With presentations taking place in Zurich, London, Hong Kong, Singapore, Paris and Frankfurt, Manchester United and the Glazer clan are trying to raise a half billion pounds from new investors, an occasion that has the Times’ Oliver Kay declaring, “if it sounds frantic, or indeed desperate, it is certainly an approach that throws up as many questions as answers.”  The Independent’s Sam Wallace paints a far more grim picture, warning, “with the Glazer Family debt now at more than £700m and no Ronaldo to sell next summer to balance the books, it would appear that United will attract the interest of Uefa if they are still under the same ownership come 2013.”

Among the “risk factors” that the club identified for the benefit of potential investors in their latest bond prospectus was the threat posed by Uefa’s new rules on clubs with debt. Under the “financial fair play” initiative that will be introduced at the beginning of the 2013-14 season, clubs wishing to play in the Champions League will have to demonstrate to European football’s governing body that they can balance their books.

In the bond prospectus United identify the risk that Uefa’s financial fair play initiative could become a problem for any club that has become so heavily indebted. Yesterday, sources at Uefa confirmed that this would be the case. They pointed out that United would have another three and a half years to address the matter of their debt, although even in that timeframe there is no guarantee they could do so.

The Uefa president, Michel Platini, calls the initiative the end to “success on credit” and it was aimed at clubs such as Chelsea and latterly Manchester City who have spent far beyond the revenue they have generated. Back in the pre-Glazer plc days, it would have been hard to imagine that it might apply to United.

While United run at an operating profit, it is the repayments on the loans taken out by the Glazers that drag them down. As United say in the bond prospectus: “These rules are intended to discourage clubs from continually operating at a loss. There is a risk that, in conjunction with increasing player salaries and transfer fees, the financial fair play initiative could limit our ability to acquire or retain top players and, therefore, materially adversely affect the performance of our first team.”

The bond prospectus also revealed that the Glazers now have a facility that allows the parent company to take up to £70m from the club’s profits to pay down the £202m debt on the family’s payment-in-kind loans. This is the part of the debt that the American owners are personally liable for and taking money out of United’s profits to pay it is likely to go down as badly with Uefa as it does with the fans.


A verbatim reprint of the records below is what this exercise asks for.

■ ■ ■ ■ ■

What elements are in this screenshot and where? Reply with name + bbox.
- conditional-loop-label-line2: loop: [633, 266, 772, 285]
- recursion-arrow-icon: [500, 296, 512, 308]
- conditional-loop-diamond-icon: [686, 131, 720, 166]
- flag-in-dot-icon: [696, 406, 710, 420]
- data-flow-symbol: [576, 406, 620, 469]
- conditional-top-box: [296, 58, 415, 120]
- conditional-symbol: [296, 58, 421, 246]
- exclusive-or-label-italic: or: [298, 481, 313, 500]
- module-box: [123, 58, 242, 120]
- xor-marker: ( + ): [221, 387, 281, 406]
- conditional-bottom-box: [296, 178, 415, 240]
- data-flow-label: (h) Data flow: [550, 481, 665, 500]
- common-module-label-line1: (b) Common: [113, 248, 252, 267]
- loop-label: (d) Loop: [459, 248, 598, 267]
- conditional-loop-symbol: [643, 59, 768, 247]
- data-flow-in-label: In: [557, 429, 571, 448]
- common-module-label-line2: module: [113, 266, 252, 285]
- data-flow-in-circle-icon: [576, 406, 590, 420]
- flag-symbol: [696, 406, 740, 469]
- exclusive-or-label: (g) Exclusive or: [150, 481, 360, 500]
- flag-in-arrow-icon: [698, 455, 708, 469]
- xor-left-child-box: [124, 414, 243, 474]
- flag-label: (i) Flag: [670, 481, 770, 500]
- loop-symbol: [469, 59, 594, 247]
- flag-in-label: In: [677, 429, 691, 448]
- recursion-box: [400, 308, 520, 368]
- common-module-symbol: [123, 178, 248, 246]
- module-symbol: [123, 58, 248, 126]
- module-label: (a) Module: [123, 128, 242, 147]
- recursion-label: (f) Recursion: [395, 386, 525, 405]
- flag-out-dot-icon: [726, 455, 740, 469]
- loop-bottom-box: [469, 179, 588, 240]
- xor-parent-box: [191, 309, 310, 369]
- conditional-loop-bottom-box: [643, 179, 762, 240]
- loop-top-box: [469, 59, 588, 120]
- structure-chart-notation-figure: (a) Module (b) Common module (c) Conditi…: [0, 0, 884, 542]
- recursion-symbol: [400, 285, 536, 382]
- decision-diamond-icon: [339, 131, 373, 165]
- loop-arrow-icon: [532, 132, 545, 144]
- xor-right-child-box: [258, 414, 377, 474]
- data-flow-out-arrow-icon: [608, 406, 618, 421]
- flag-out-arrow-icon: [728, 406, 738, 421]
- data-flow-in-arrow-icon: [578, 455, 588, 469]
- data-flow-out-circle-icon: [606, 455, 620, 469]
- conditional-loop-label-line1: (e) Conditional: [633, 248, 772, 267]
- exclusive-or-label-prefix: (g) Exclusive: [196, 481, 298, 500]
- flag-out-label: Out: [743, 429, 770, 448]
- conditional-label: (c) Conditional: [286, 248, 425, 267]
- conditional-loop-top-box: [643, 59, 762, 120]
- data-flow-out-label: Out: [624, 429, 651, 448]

■ ■ ■ ■ ■

__Output below__.
What elements are in this screenshot and where? Reply with name + bbox.
- conditional-loop-label-line2: loop: [633, 266, 772, 285]
- recursion-arrow-icon: [500, 296, 512, 308]
- conditional-loop-diamond-icon: [686, 131, 720, 166]
- flag-in-dot-icon: [696, 406, 710, 420]
- data-flow-symbol: [576, 406, 620, 469]
- conditional-top-box: [296, 58, 415, 120]
- conditional-symbol: [296, 58, 421, 246]
- exclusive-or-label-italic: or: [298, 481, 313, 500]
- module-box: [123, 58, 242, 120]
- xor-marker: ( + ): [221, 387, 281, 406]
- conditional-bottom-box: [296, 178, 415, 240]
- data-flow-label: (h) Data flow: [550, 481, 665, 500]
- common-module-label-line1: (b) Common: [113, 248, 252, 267]
- loop-label: (d) Loop: [459, 248, 598, 267]
- conditional-loop-symbol: [643, 59, 768, 247]
- data-flow-in-label: In: [557, 429, 571, 448]
- common-module-label-line2: module: [113, 266, 252, 285]
- data-flow-in-circle-icon: [576, 406, 590, 420]
- flag-symbol: [696, 406, 740, 469]
- exclusive-or-label: (g) Exclusive or: [150, 481, 360, 500]
- flag-in-arrow-icon: [698, 455, 708, 469]
- xor-left-child-box: [124, 414, 243, 474]
- flag-label: (i) Flag: [670, 481, 770, 500]
- loop-symbol: [469, 59, 594, 247]
- flag-in-label: In: [677, 429, 691, 448]
- recursion-box: [400, 308, 520, 368]
- common-module-symbol: [123, 178, 248, 246]
- module-symbol: [123, 58, 248, 126]
- module-label: (a) Module: [123, 128, 242, 147]
- recursion-label: (f) Recursion: [395, 386, 525, 405]
- flag-out-dot-icon: [726, 455, 740, 469]
- loop-bottom-box: [469, 179, 588, 240]
- xor-parent-box: [191, 309, 310, 369]
- conditional-loop-bottom-box: [643, 179, 762, 240]
- loop-top-box: [469, 59, 588, 120]
- structure-chart-notation-figure: (a) Module (b) Common module (c) Conditi…: [0, 0, 884, 542]
- recursion-symbol: [400, 285, 536, 382]
- decision-diamond-icon: [339, 131, 373, 165]
- loop-arrow-icon: [532, 132, 545, 144]
- xor-right-child-box: [258, 414, 377, 474]
- data-flow-out-arrow-icon: [608, 406, 618, 421]
- flag-out-arrow-icon: [728, 406, 738, 421]
- data-flow-in-arrow-icon: [578, 455, 588, 469]
- data-flow-out-circle-icon: [606, 455, 620, 469]
- conditional-loop-label-line1: (e) Conditional: [633, 248, 772, 267]
- exclusive-or-label-prefix: (g) Exclusive: [196, 481, 298, 500]
- flag-out-label: Out: [743, 429, 770, 448]
- conditional-label: (c) Conditional: [286, 248, 425, 267]
- conditional-loop-top-box: [643, 59, 762, 120]
- data-flow-out-label: Out: [624, 429, 651, 448]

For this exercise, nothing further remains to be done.